I have a bunkhouse that I built years ago, just because I was having big parties and friends were getting DUIs driving back. I wanted to offer them a bed — so they didn’t sue my ass. So I have a bunch of bunks. Here are these guys, some of them are married, and they are all living together. They embraced it.
How did you prepare them to enter the ’80s?
I showed them a lot of things that acclimated them—“Breaking Away,” that’s a wonderful college comedy; also, “Animal House.” There were disco dance lessons. We did that in town. I didn’t know heading into the film how I felt about this era. But I think somewhere in the disco dance lessons, I realized people don’t really dance like that anymore. You dance alone. I told them, “The disco era is about sex.” People did drugs. It was like foreplay. It was grindy. It was raunchy. There’s raunchy now, like twerking. It’s kind of nasty. I don’t really know what that is. But back then, there was something primal, pure about it. That was a good time to be in college. It was pre-Reagan and pre-AIDS. The worst thing that could happen from sex, you get some crabs and you take some pills and get over it.
Since there were no cell phones in the ’80s, were they allowed to check them?

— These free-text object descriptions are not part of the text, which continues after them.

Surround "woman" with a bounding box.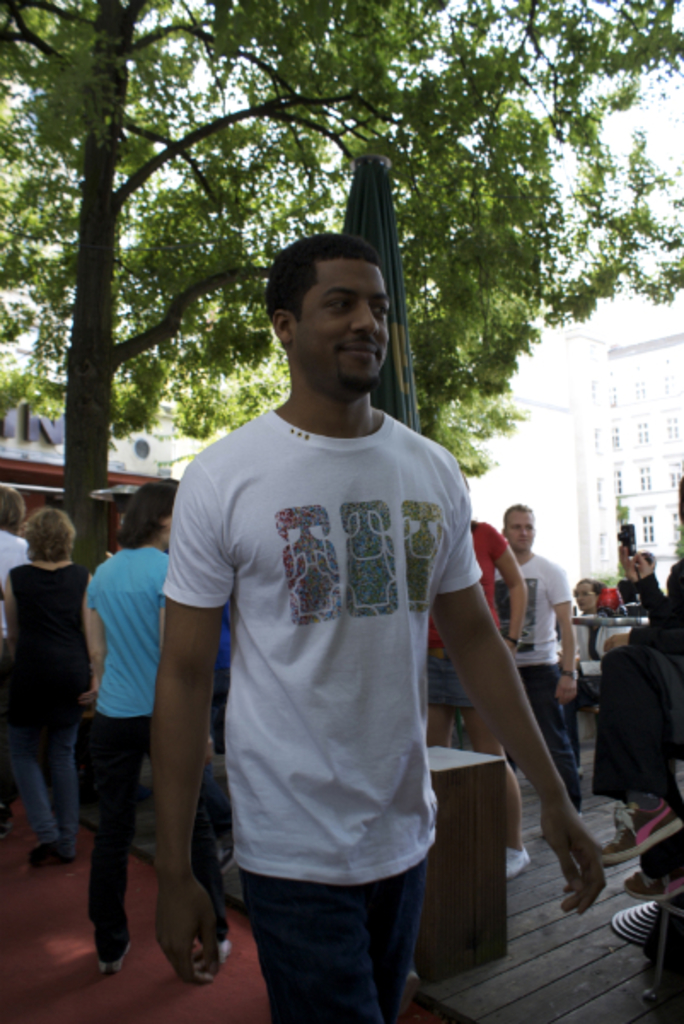
region(0, 505, 101, 889).
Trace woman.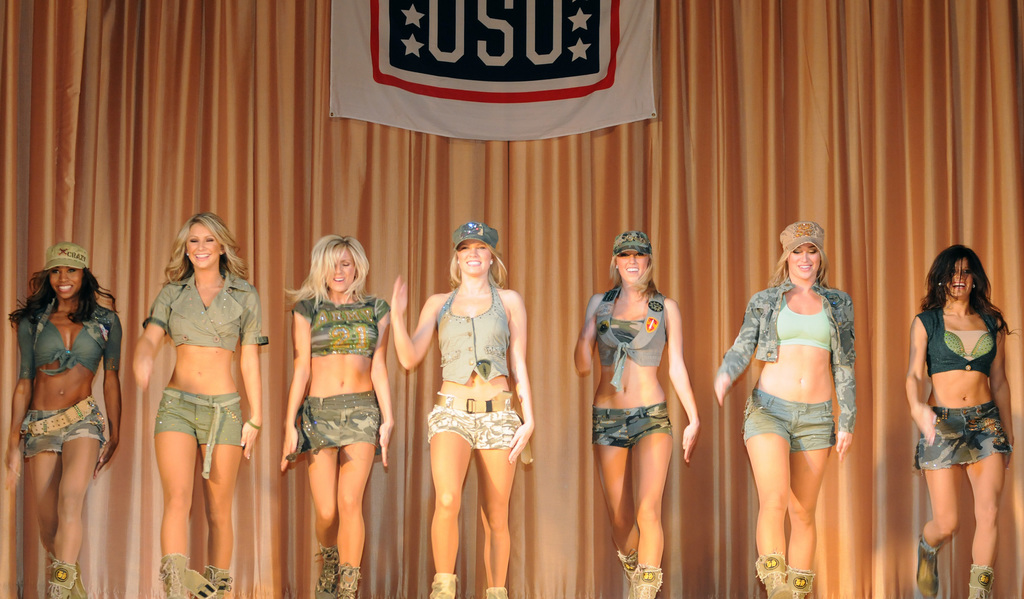
Traced to box(391, 220, 544, 598).
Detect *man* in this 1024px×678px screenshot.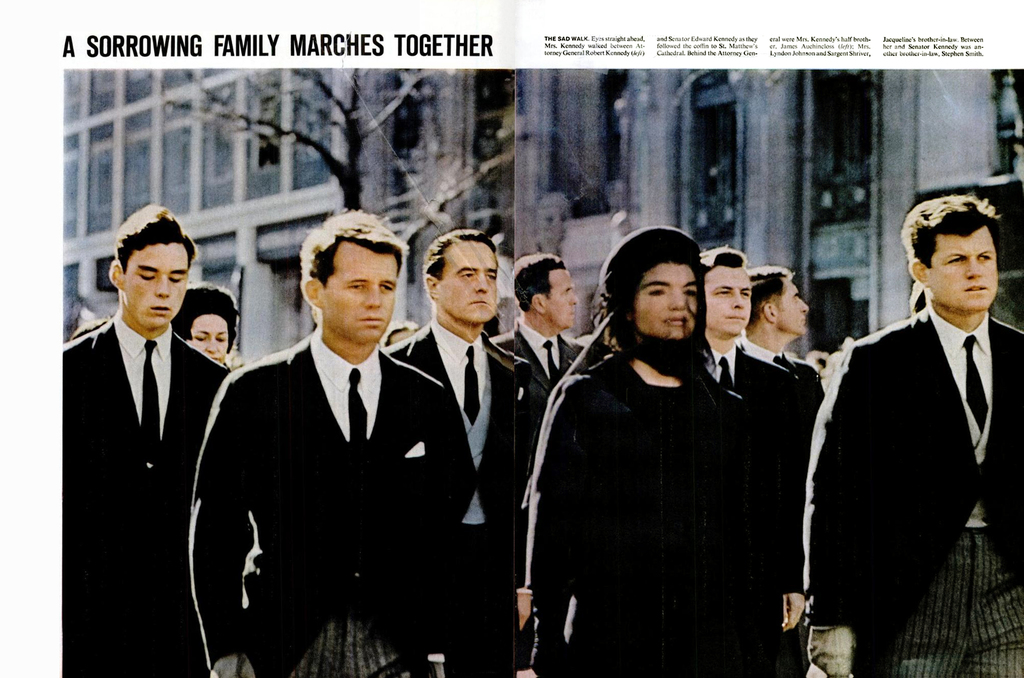
Detection: 63,202,236,677.
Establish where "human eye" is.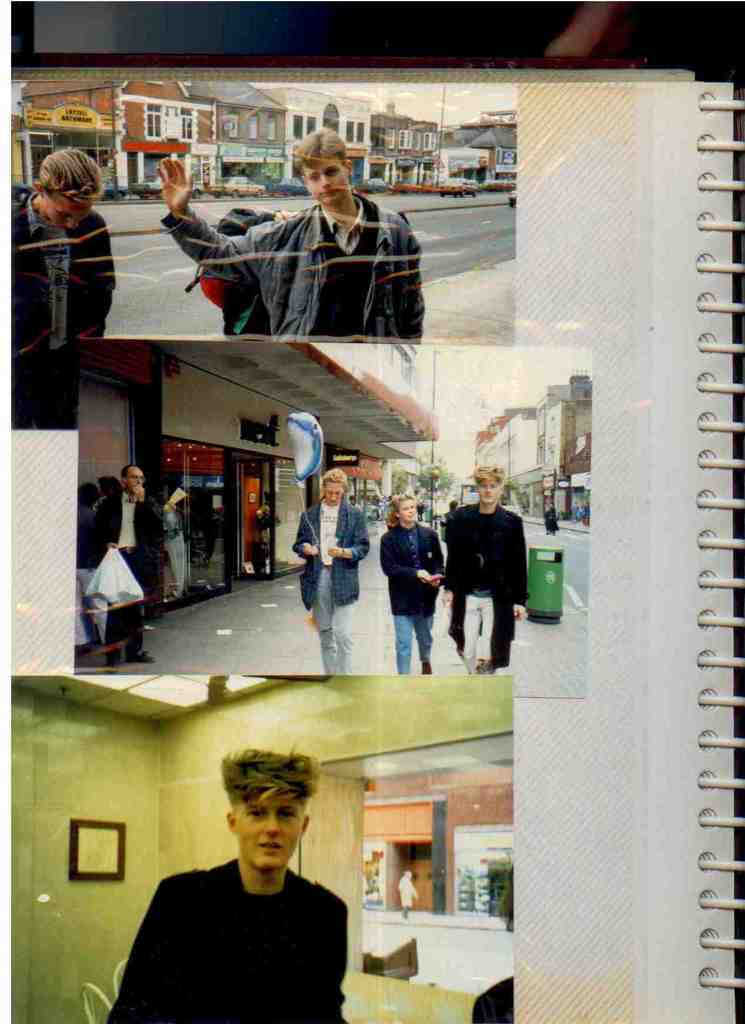
Established at region(132, 475, 138, 478).
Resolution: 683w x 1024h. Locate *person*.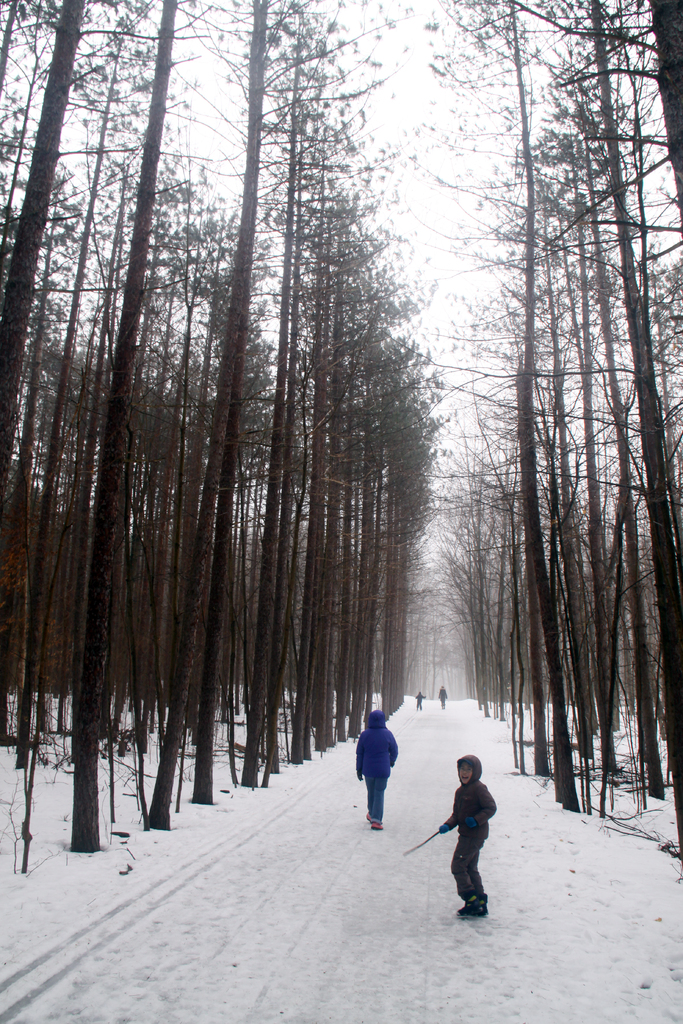
crop(358, 708, 399, 832).
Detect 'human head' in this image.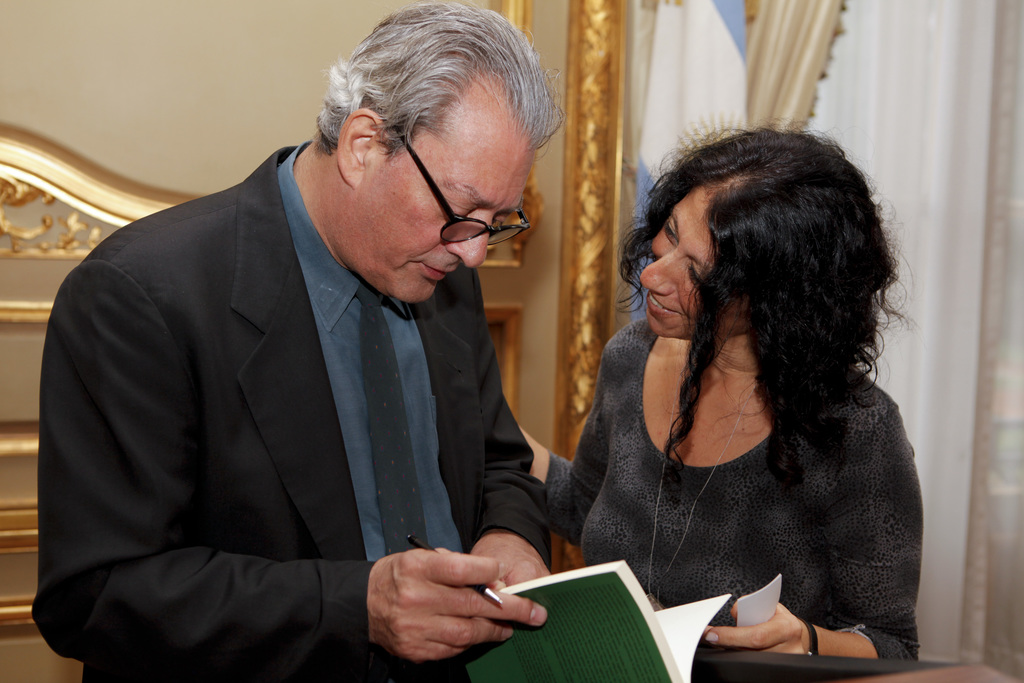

F— no. They left their cell phones behind.
Is all the music in the film from records that you actually listened to?
It was stuff I liked or appreciated. We were low budget, so if you can’t afford Michael Jackson, you get Jermaine Jackson. “Let’s Get Serious” is a great song.
How did you come up with the sex scene montage?
I don’t do that much in my films. It’s rare for me to have brief nudity and sex, but I was trying to hint at it. I didn’t want to get too graphic.
What are you writing next?
I’ve got so many projects, I’m not sure. I’ve got a few things going sideways because of the cast. Whenever your budgets get big, it becomes volatile.
Even after the success of “Boyhood?”
It doesn’t matter who it is, the studios don’t hand you $30 million. It’s just hard to get movies about humans, real people, made. It’s always a struggle.
Will there ever be a “Boyhood” sequel?
This is it. This is the continuation of “Boyhood.” This is what happens when he arrives at college. It starts right where “Boyhood” ends. But it’s a very different guy. I talked to Ellar [Coltrane] the other night. He came to the movie and loved it. I told him when we were shooting the end of “Boyhood,” overlooking the Rio Grande, I have this other movie I hope to make someday. It begins right here — a guy shows up at college and meets a girl. And so, I told Ellar the other day, you’re the better angel of my nature. Ellar, the “Boyhood” kid, wins out in the long run of who I ultimately was.